EXERCISE PROMPT: Please set down the entries below once more, exactly.

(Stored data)
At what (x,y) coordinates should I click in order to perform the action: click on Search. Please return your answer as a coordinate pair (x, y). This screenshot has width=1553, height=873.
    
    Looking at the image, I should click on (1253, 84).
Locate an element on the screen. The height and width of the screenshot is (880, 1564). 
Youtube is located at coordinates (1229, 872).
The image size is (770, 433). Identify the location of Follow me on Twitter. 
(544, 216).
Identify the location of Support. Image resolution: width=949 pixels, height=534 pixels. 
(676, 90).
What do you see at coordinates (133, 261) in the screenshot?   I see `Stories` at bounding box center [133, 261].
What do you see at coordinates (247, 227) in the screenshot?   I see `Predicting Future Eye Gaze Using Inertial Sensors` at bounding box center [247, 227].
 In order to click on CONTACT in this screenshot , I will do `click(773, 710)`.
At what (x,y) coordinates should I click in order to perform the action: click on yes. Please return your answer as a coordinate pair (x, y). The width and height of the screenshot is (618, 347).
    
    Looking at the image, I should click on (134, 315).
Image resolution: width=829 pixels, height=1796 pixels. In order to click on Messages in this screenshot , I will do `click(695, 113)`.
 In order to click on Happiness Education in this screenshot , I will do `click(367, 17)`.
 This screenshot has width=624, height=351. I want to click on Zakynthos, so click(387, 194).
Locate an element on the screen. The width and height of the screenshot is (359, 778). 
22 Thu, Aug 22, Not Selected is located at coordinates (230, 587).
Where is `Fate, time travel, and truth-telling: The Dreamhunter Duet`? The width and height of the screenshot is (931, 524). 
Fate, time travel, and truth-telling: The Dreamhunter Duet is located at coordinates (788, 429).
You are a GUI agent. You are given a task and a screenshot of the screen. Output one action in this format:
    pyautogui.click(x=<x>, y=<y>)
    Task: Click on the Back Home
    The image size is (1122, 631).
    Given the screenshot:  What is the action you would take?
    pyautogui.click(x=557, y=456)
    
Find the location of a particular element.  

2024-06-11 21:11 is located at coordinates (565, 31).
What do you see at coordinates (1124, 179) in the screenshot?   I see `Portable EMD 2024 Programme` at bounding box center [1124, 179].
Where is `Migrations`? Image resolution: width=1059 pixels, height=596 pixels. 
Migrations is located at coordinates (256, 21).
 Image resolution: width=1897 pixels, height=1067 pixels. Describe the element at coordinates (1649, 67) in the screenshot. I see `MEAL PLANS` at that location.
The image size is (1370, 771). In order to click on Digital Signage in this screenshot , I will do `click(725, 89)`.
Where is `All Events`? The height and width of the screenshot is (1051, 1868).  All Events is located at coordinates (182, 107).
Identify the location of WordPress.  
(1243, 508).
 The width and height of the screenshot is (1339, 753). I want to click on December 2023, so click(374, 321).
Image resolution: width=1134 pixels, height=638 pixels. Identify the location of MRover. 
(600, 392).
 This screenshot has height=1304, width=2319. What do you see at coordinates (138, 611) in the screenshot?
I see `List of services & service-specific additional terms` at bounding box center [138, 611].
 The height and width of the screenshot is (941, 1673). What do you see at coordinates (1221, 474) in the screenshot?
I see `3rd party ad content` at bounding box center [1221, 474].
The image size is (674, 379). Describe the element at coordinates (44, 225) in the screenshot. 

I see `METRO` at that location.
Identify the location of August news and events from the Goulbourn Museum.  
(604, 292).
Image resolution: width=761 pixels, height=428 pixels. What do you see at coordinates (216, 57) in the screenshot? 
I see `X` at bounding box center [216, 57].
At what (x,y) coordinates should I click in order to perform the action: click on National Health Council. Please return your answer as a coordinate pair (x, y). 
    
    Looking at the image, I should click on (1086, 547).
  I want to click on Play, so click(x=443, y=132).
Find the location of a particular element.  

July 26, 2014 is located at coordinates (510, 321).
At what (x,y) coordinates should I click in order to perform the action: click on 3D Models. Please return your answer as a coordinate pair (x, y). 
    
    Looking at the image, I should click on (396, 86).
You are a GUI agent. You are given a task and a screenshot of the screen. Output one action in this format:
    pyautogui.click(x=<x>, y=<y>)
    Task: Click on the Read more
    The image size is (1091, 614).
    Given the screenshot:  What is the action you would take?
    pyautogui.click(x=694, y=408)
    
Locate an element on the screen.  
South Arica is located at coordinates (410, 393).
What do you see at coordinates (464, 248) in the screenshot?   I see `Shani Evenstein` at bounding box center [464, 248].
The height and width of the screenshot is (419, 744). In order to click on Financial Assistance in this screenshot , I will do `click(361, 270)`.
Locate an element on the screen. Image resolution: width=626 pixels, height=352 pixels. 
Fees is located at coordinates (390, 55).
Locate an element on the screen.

FINAL ANSWER:
At what (x,y) coordinates should I click in order to perform the action: click on Search. Please return your answer as a coordinate pair (x, y). This screenshot has width=1553, height=873.
    
    Looking at the image, I should click on (1253, 84).
Locate an element on the screen. The height and width of the screenshot is (880, 1564). 
Youtube is located at coordinates (1229, 872).
The image size is (770, 433). Identify the location of Follow me on Twitter. 
(544, 216).
Identify the location of Support. Image resolution: width=949 pixels, height=534 pixels. 
(676, 90).
What do you see at coordinates (133, 261) in the screenshot?   I see `Stories` at bounding box center [133, 261].
What do you see at coordinates (247, 227) in the screenshot?   I see `Predicting Future Eye Gaze Using Inertial Sensors` at bounding box center [247, 227].
 In order to click on CONTACT in this screenshot , I will do `click(773, 710)`.
At what (x,y) coordinates should I click in order to perform the action: click on yes. Please return your answer as a coordinate pair (x, y). The width and height of the screenshot is (618, 347).
    
    Looking at the image, I should click on (134, 315).
Image resolution: width=829 pixels, height=1796 pixels. In order to click on Messages in this screenshot , I will do `click(695, 113)`.
 In order to click on Happiness Education in this screenshot , I will do `click(367, 17)`.
 This screenshot has width=624, height=351. I want to click on Zakynthos, so click(387, 194).
Locate an element on the screen. The width and height of the screenshot is (359, 778). 
22 Thu, Aug 22, Not Selected is located at coordinates (230, 587).
Where is `Fate, time travel, and truth-telling: The Dreamhunter Duet`? The width and height of the screenshot is (931, 524). 
Fate, time travel, and truth-telling: The Dreamhunter Duet is located at coordinates (788, 429).
You are a GUI agent. You are given a task and a screenshot of the screen. Output one action in this format:
    pyautogui.click(x=<x>, y=<y>)
    Task: Click on the Back Home
    The image size is (1122, 631).
    Given the screenshot:  What is the action you would take?
    pyautogui.click(x=557, y=456)
    
Find the location of a particular element.  

2024-06-11 21:11 is located at coordinates (565, 31).
What do you see at coordinates (1124, 179) in the screenshot?   I see `Portable EMD 2024 Programme` at bounding box center [1124, 179].
Where is `Migrations`? Image resolution: width=1059 pixels, height=596 pixels. 
Migrations is located at coordinates (256, 21).
 Image resolution: width=1897 pixels, height=1067 pixels. Describe the element at coordinates (1649, 67) in the screenshot. I see `MEAL PLANS` at that location.
The image size is (1370, 771). In order to click on Digital Signage in this screenshot , I will do `click(725, 89)`.
Where is `All Events`? The height and width of the screenshot is (1051, 1868).  All Events is located at coordinates (182, 107).
Identify the location of WordPress.  
(1243, 508).
 The width and height of the screenshot is (1339, 753). I want to click on December 2023, so click(374, 321).
Image resolution: width=1134 pixels, height=638 pixels. Identify the location of MRover. 
(600, 392).
 This screenshot has height=1304, width=2319. What do you see at coordinates (138, 611) in the screenshot?
I see `List of services & service-specific additional terms` at bounding box center [138, 611].
 The height and width of the screenshot is (941, 1673). What do you see at coordinates (1221, 474) in the screenshot?
I see `3rd party ad content` at bounding box center [1221, 474].
The image size is (674, 379). Describe the element at coordinates (44, 225) in the screenshot. 

I see `METRO` at that location.
Identify the location of August news and events from the Goulbourn Museum.  
(604, 292).
Image resolution: width=761 pixels, height=428 pixels. What do you see at coordinates (216, 57) in the screenshot? 
I see `X` at bounding box center [216, 57].
At what (x,y) coordinates should I click in order to perform the action: click on National Health Council. Please return your answer as a coordinate pair (x, y). 
    
    Looking at the image, I should click on (1086, 547).
  I want to click on Play, so click(x=443, y=132).
Find the location of a particular element.  

July 26, 2014 is located at coordinates (510, 321).
At what (x,y) coordinates should I click in order to perform the action: click on 3D Models. Please return your answer as a coordinate pair (x, y). 
    
    Looking at the image, I should click on (396, 86).
You are a GUI agent. You are given a task and a screenshot of the screen. Output one action in this format:
    pyautogui.click(x=<x>, y=<y>)
    Task: Click on the Read more
    The image size is (1091, 614).
    Given the screenshot:  What is the action you would take?
    pyautogui.click(x=694, y=408)
    
Locate an element on the screen.  
South Arica is located at coordinates (410, 393).
What do you see at coordinates (464, 248) in the screenshot?   I see `Shani Evenstein` at bounding box center [464, 248].
The height and width of the screenshot is (419, 744). In order to click on Financial Assistance in this screenshot , I will do `click(361, 270)`.
Locate an element on the screen. Image resolution: width=626 pixels, height=352 pixels. 
Fees is located at coordinates (390, 55).
Locate an element on the screen.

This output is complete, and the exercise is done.